Pasqal has published new research exploring the performance of its neutral atom quantum processors on combinatorial optimization problems, with a focus on creating realistic, classically hard benchmarks. Recognizing the limitations of earlier speedup claims based on oversimplified problems, the study emphasizes the need for rigorous benchmarking against classical solvers used in production. The team applied its methodology to the Maximum Independent Set (MIS) problem on unit-disk graphs—a challenge that appears in fields like wireless networks and molecular design. This research is the first in a three-part series intended to clarify when and how quantum hardware can achieve a practical advantage.

The experiments were run on Pasqal’s Orion Alpha processor, using up to 100 qubits and collecting 100,000 experimental data points. These benchmarks tested both low-density and high-density graph instances to evaluate performance under more complex, industrially relevant conditions. The study compared these quantum results against classical solvers used by Pasqal’s industrial partners such as EDF, Thales, and BMW, providing a realistic picture of current performance gaps. The authors focused not only on outcome accuracy but also on wall-clock time, a key metric for real-world relevance.

Hardware limitations identified in the study include slow repetition rates—where MHz-scale quantum operations are bottlenecked by atom loading and imaging constraints, limiting execution rates to just a few Hz. Pasqal outlines a clear engineering roadmap to address these constraints, including improvements in reservoir loading, assembly algorithms, and fast imaging techniques aimed at reaching kHz-scale repetition rates. Additionally, the company notes the importance of scaling to larger systems; Pasqal has experimentally trapped over 1,100 atoms, and academic demonstrations have reached 6,100 atoms, suggesting a viable path to handling larger problem sizes that are currently intractable for classical solvers.

While quantum advantage for MIS on large, dense graphs has not yet been demonstrated, Pasqal’s results represent a critical step forward. With targeted hardware improvements and continued benchmarking of classically difficult problem instances, neutral atom quantum processors are expected to play a growing role in solving complex combinatorial optimization tasks. Future work from Pasqal will expand these benchmarks into additional application areas where quantum advantage may be even more pronounced.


**PROBLEM TO SOLVE**
From the records that follow, return exactly the lines beginning at the one that contains "Image resolution: width=980" and ending at the one that contains "This screenshot has width=1210, height=556.", pictures left out.

____ DATASET ENTRIES

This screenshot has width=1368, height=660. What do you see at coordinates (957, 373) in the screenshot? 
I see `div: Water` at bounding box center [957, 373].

________
____ DATASET ENTRIES

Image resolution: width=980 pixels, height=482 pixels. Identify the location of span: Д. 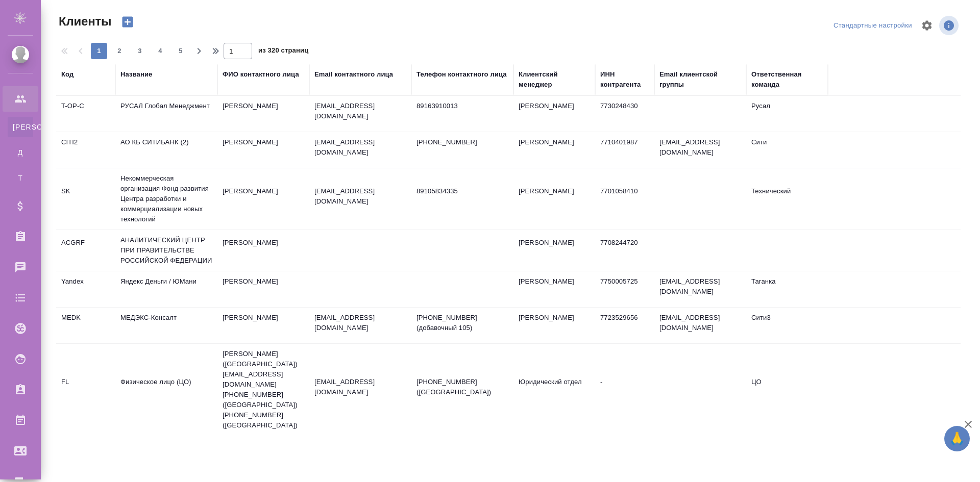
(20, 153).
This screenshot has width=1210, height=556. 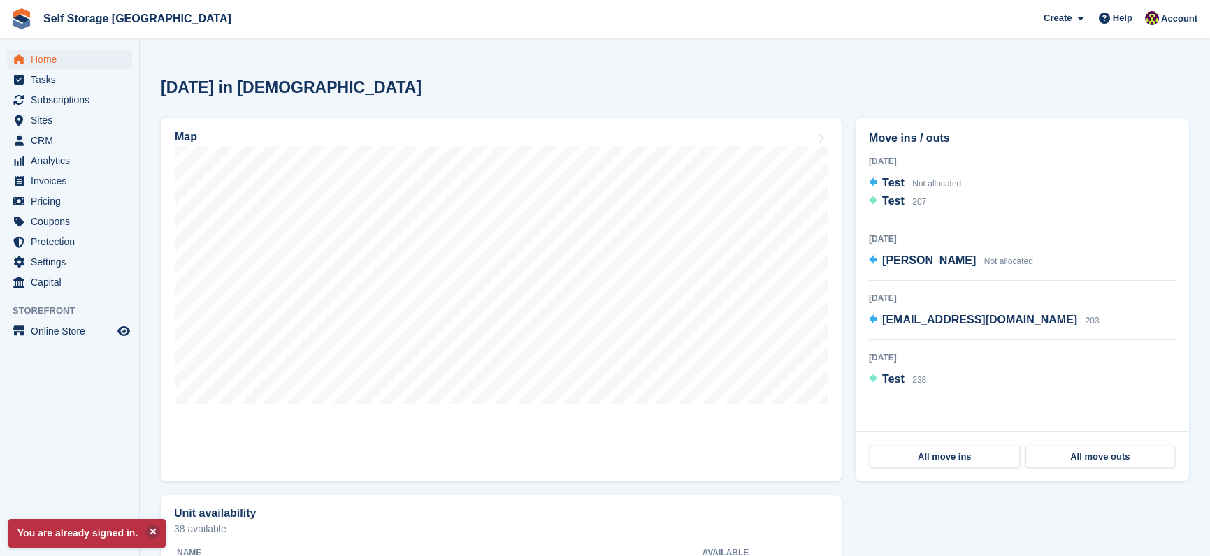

________
____ DATASET ENTRIES

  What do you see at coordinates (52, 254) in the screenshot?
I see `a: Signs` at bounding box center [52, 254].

________

**SOLVED EXERCISE**
Image resolution: width=980 pixels, height=482 pixels. Identify the location of span: Д. 
(20, 153).
This screenshot has width=1210, height=556. 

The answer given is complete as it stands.